🤖 AI Summary
This work addresses the inefficiency of conventional cross-entropy loss in adversarial attacks on semantic segmentation, which tends to overemphasize already misclassified regions, leading to suboptimal optimization and an overestimation of model robustness. To overcome this limitation, the authors propose TsallisPGD, the first method to integrate Tsallis cross-entropy into semantic segmentation attacks. By introducing a tunable parameter \( q \), TsallisPGD adaptively reweights pixel-wise gradients and incorporates a dynamic scheduling strategy that sweeps across \( q \) values during optimization to enhance attack effectiveness. Extensive experiments demonstrate that TsallisPGD consistently outperforms existing approaches—including CEPGD and SegPGD—on Cityscapes, Pascal VOC, and ADE20K, achieving state-of-the-art average performance in degrading both standard and robust models’ accuracy and mIoU, while exhibiting superior generalization across datasets, architectures, and perturbation budgets.
📝 Abstract
Attacking semantic segmentation models is significantly harder than image classification models because an attacker must flip thousands of pixel predictions simultaneously. Standard pixel-wise cross-entropy (CE) is ill-suited to this setting: it tends to overemphasize already-misclassified pixels, which slows optimization and overstates model robustness. To address these issues, we introduce TsallisPGD, an adversarial attack built on the Tsallis cross-entropy, a generalization of CE parameterized by $q$, which adaptively reshapes the gradient landscape by controlling gradient concentration across pixels. By varying $q$, we steer the attack toward pixels at different confidence levels. We first show that no single fixed-$q$ is universally optimal, as its effectiveness depends on the dataset, model architecture, and perturbation budget. Motivated by this, we propose a dynamic $q$-schedule that sweeps $q$ during optimization. Extensive experiments on Cityscapes, Pascal VOC, and ADE20K show that TsallisPGD, using a single validation-selected schedule, achieves the best average attack rank across all evaluated settings and improves over CEPGD, SegPGD, CosPGD, JSPGD, and MaskedPGD in reducing accuracy and mIoU on both standard and robust models.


In the data that follows, every line containing the word "general" should be returned.

(Input data)

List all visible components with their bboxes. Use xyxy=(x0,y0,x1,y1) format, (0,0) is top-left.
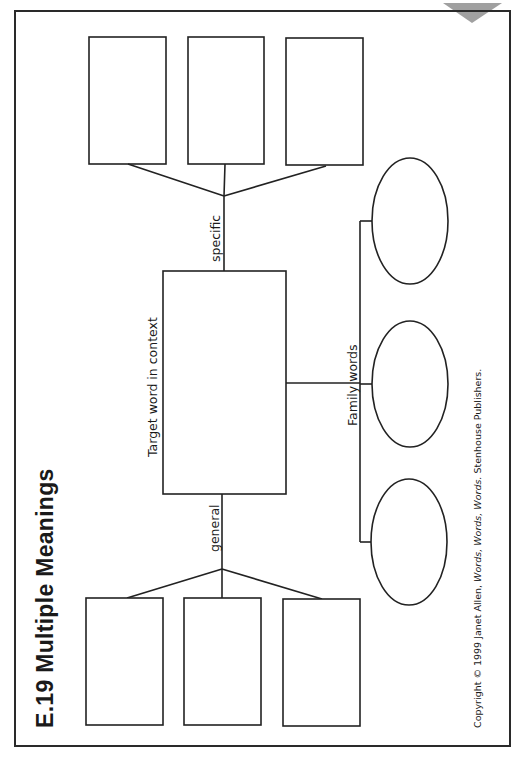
family-words-label: Family words xyxy=(345,345,360,426)
general-connector xyxy=(222,569,322,599)
page-title: E.19 Multiple Meanings xyxy=(32,468,59,728)
copyright-notice: Copyright © 1999 Janet Allen, Words, Wor… xyxy=(472,369,483,728)
specific-connector xyxy=(224,164,225,196)
specific-connector xyxy=(224,166,326,196)
specific-meaning-box-2[interactable] xyxy=(188,37,264,164)
corner-marker-icon xyxy=(443,3,502,23)
specific-meaning-box-1[interactable] xyxy=(89,37,166,164)
general-connector xyxy=(127,569,222,598)
copyright-suffix: Stenhouse Publishers. xyxy=(472,369,483,477)
general-label: general xyxy=(207,504,222,552)
target-word-label: Target word in context xyxy=(145,317,160,457)
copyright-book-title: Words, Words, Words. xyxy=(472,477,483,582)
general-meaning-box-2[interactable] xyxy=(184,598,261,725)
multiple-meanings-diagram xyxy=(0,0,523,766)
family-word-oval-3[interactable] xyxy=(371,479,447,605)
specific-connector xyxy=(128,164,224,196)
general-meaning-box-3[interactable] xyxy=(283,599,360,726)
specific-label: specific xyxy=(208,215,223,262)
family-word-oval-2[interactable] xyxy=(372,321,448,447)
copyright-prefix: Copyright © 1999 Janet Allen, xyxy=(472,582,483,728)
target-word-box[interactable] xyxy=(163,271,286,494)
specific-meaning-box-3[interactable] xyxy=(286,38,363,165)
family-word-oval-1[interactable] xyxy=(372,158,448,284)
general-meaning-box-1[interactable] xyxy=(86,598,163,725)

(End Input data)

Output
general-connector xyxy=(222,569,322,599)
general-connector xyxy=(127,569,222,598)
general-label: general xyxy=(207,504,222,552)
general-meaning-box-2[interactable] xyxy=(184,598,261,725)
general-meaning-box-3[interactable] xyxy=(283,599,360,726)
general-meaning-box-1[interactable] xyxy=(86,598,163,725)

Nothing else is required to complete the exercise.